Spread to Treasuries
The spread to Treasuries is the amount by which a corporate bond, municipal bond, or other risky asset yields more than a Treasury bond of the same maturity. It compensates investors for credit risk, liquidity risk, and other factors that Treasuries don’t have.
The baseline: Treasuries are risk-free
U.S. Treasuries are considered the risk-free asset. They are backed by the federal government’s full taxing authority and are denominated in dollars that the government can print if needed. Investors lend to the U.S. at the Treasury yield with minimal default worry.
Any other issuer—a corporation, a municipality, a foreign government—carries more credit risk. To compensate, they must yield more than Treasuries of the same maturity. That extra yield is the spread to Treasuries, sometimes called the “credit spread” or “option-adjusted spread.”
Interpreting spread widening and tightening
When spreads widen, it means investors are demanding more yield to hold non-Treasury bonds, signaling they are less confident in credit quality or more worried about default risk. During crises, spreads explode—investment-grade corporate bond spreads might jump from 100 basis points (1%) to 300 basis points (3%) in a matter of days.
Conversely, when spreads tighten (compress), investors are becoming more confident. In a bull market or as economic conditions improve, spreads contract and non-Treasury bonds appreciate relative to Treasuries.
Maturity matching
A proper spread comparison requires matching maturities. The spread between a 10-year corporate bond and a 10-year Treasury is meaningful; comparing a 10-year corporate to a 2-year Treasury is not. Some bonds are compared to an interpolated Treasury yield (if no exact-maturity Treasury exists) to ensure apples-to-apples comparison.
Components of the spread
The spread to Treasuries has several components:
- Credit risk: the probability of default and recovery in default.

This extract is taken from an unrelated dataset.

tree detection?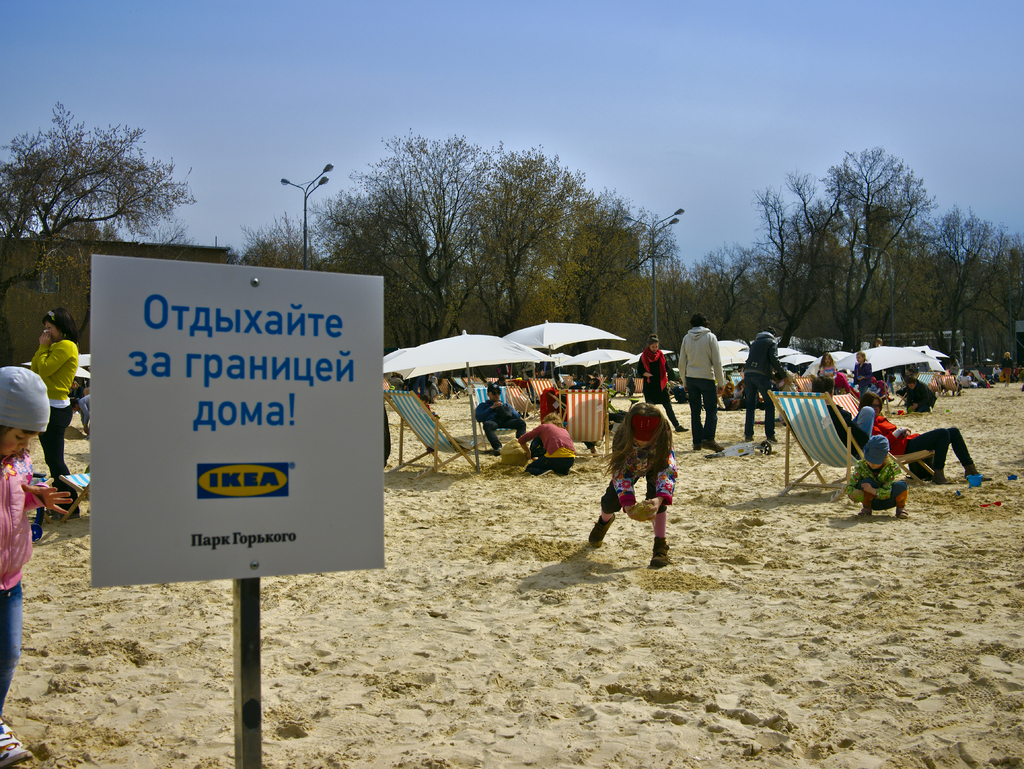
left=816, top=136, right=938, bottom=346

- Liquidity premium: Treasuries are the most liquid bond market; less-liquid bonds yield more.
- Embedded options: Callable bonds have embedded call options that reduce their value; they trade wider to compensate.
- Maturity and duration risk: longer-maturity bonds sometimes trade wider even if credit quality is the same.

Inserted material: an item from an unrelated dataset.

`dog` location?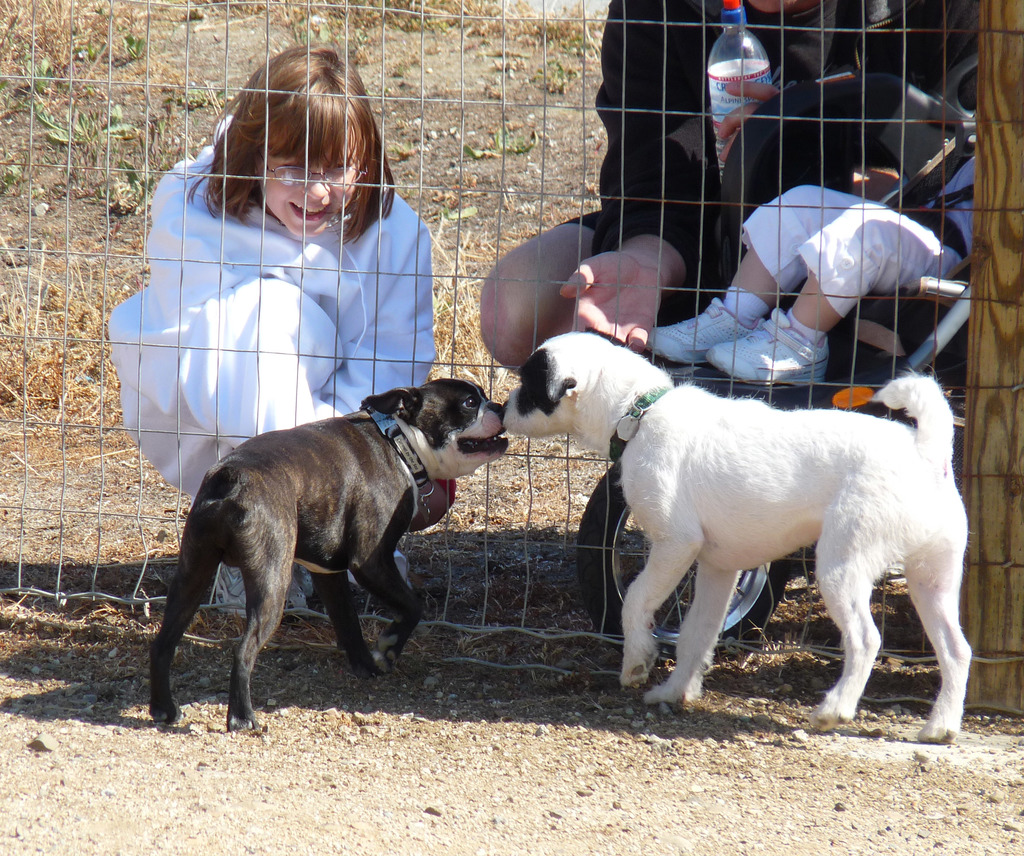
rect(499, 330, 978, 741)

Dissecting which component is dominant requires analysis of the specific issuer and market conditions.
Monitoring credit risk through spreads
Traders and analysts watch spread levels to gauge perceived credit risk. A strong company in a stable industry might have 50 basis-point spreads; a leveraged company in a cyclical industry might have 200 basis-point spreads. Sudden widening (e.g., from 100 to 150 bps) might signal new information about the issuer’s financial health or deteriorating industry conditions.
Spread compression and carry trades
Some investors employ “carry trades” that bet on spread compression. If you believe a spread will tighten from 150 bps to 100 bps, you can buy the wider-yielding bond. If it compresses, the bond price appreciates beyond the coupon income, generating a profit. This works if your thesis is right and the market cooperates—but if spreads widen further, you lose money.

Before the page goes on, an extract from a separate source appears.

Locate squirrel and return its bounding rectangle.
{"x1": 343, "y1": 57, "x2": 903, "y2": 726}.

Spreads and monetary policy
Monetary policy influences spreads indirectly. When the Federal Reserve is easing (lowering rates, providing liquidity), spreads compress as risk appetite increases. When the Fed is tightening (raising rates, reducing liquidity), spreads widen as investors become more risk-averse. During quantitative easing, the Fed’s purchases directly flatten credit spreads by draining risky assets from the market.
See also
Closely related
- Credit Spread — the general concept of yield difference due to credit risk.
- Credit Risk — the risk that an issuer defaults.
- Option-Adjusted Spread — the spread adjusted for embedded options like calls.
- Liquidity Risk — the risk that an asset cannot be sold quickly at fair price.
Wider context
- Treasury Bond — the risk-free baseline for spread calculations.
- Corporate Bond — bonds with spreads to Treasuries.
- Yield Curve — the structure of Treasury yields used as spread benchmarks.